Long-tail SEO landingUpdated 2026-03-27

Frontend Developer Resume Keywords That Match Modern ATS Filters

Target the frontend developer resume keywords recruiters expect for React, TypeScript, performance, accessibility, and UI delivery.

Why frontend keyword pages need to be search-intent driven

A frontend developer looking for resume keywords is usually trying to improve a specific document before sending it out. That is strong long-tail intent, and it deserves a dedicated page with examples, not a generic “resume tips” article.

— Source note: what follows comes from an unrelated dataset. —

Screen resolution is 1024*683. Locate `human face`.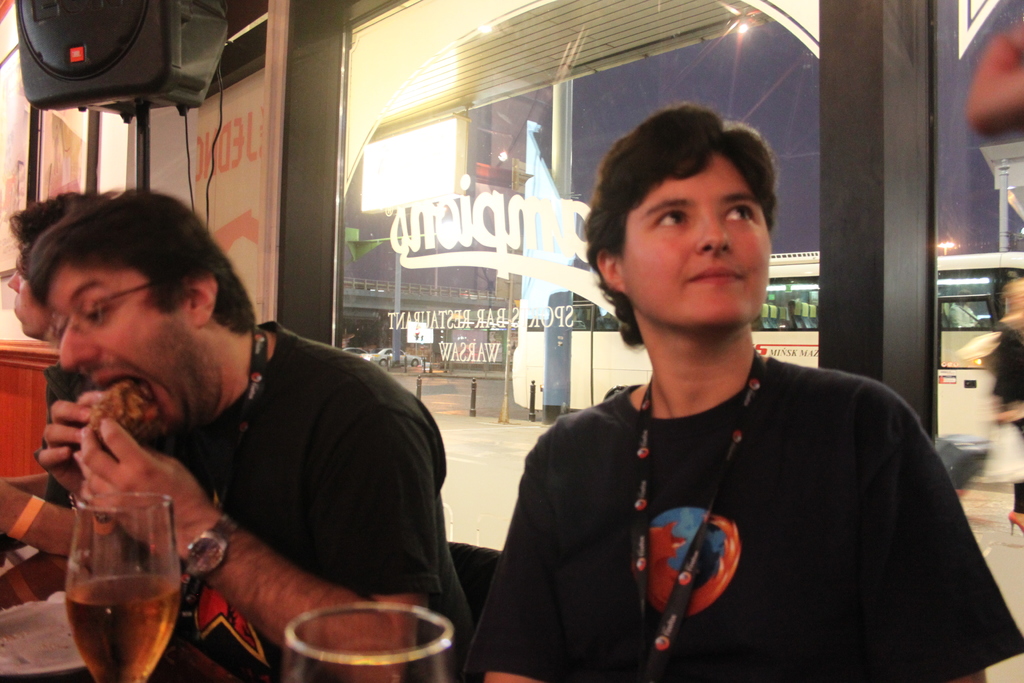
x1=623 y1=158 x2=773 y2=336.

Frontend hiring teams scan for more than framework names. They look for evidence of component architecture, accessibility, performance work, testing habits, and collaboration with design or product.

This landing page is built to answer that exact query: which frontend developer resume keywords matter most, how to group them, and how to turn them into bullets that read like real work.

Keyword clusters you can actually use

Don’t dump every keyword into a giant list. Group the right terms by intent, then reuse the most important ones in your summary, skills section, and experience bullets.

Core frontend technology keywords

These are the role-defining terms most frontend job descriptions use.

  • JavaScript
  • TypeScript
  • React
  • Angular
  • Next.js
  • HTML
  • CSS
  • Responsive design
  • Tailwind CSS
  • State management
  • REST API integration
  • Component libraries

Quality and UX keywords

Frontend resumes usually improve a lot when they include usability and product quality signals.

  • Accessibility
  • WCAG
  • Cross-browser compatibility
  • Design systems
  • Usability
  • UI testing
  • Jest
  • Cypress
  • Playwright
  • Pixel-perfect implementation

Performance and collaboration keywords

These terms separate people who build screens from people who ship solid products.

  • Web performance
  • Core Web Vitals
  • Lazy loading
  • Code splitting
  • Bundle optimization
  • SEO fundamentals
  • Agile
  • Product collaboration
  • Figma handoff
  • A/B testing

Resume bullet examples with real keyword placement

This is the part most resume keyword pages miss. Keywords only help when they show up inside evidence, scope, and outcomes.

Performance bullet

Reduced bundle size by 29% in a React and TypeScript application through code splitting, route-level lazy loading, and removal of duplicate dependencies, improving Core Web Vitals on key landing pages.

It ties modern frontend terms to measurable user-facing outcomes.

Accessibility bullet

Built accessible UI components aligned with WCAG guidelines and reusable design system standards, increasing delivery speed for new product flows across 3 teams.

It adds accessibility and design-system keywords that recruiters increasingly expect.

Testing and collaboration bullet

Partnered with design and product to ship conversion-focused landing pages, using Playwright and Jest to protect critical flows and reduce regressions during weekly releases.

It shows frontend work as product delivery, not only implementation.

Common resume mistakes for this role

Most ATS problems are not “algorithm mysteries.” They come from vague wording, weak intent matching, and missing role language.

Only naming frameworks

A resume that says React, CSS, JavaScript and nothing else feels junior and generic.

Fix

Add proof of accessibility, testing, performance, design systems, and collaboration.

Ignoring SEO and performance terms on content-heavy products

Landing page, marketplace, and SaaS roles often care about speed and indexability.

Fix

Mention Core Web Vitals, semantic HTML, lazy loading, and bundle optimization where true.

Using vague impact language

Phrases like “worked on UI” do not help ATS or humans understand the scope of the work.

Fix

Use precise delivery verbs and tie them to metrics, flows, or user journeys.

Frequently asked questions

Good long-tail pages answer the next question too. That gives the user confidence and gives the page richer semantic coverage.

What keywords should a frontend developer put on a resume?

Start with role-specific technologies like JavaScript, TypeScript, React, accessibility, testing, responsive design, and performance optimization, then support them with quantified delivery bullets.

Do design system and accessibility keywords matter for ATS?

Absolutely. Many frontend roles now mention design systems, WCAG, component libraries, and collaboration with designers directly in the job description.

Should I tailor frontend keywords to each application?

Yes. Keep a strong base version, then customize the top keywords around the framework, testing stack, and product context of each role.

Turn these keywords into a better resume, not just a longer one

Once the keyword targeting is clear, validate it. Run your resume through the ATS checker or compare it to a real job description to see what is still missing.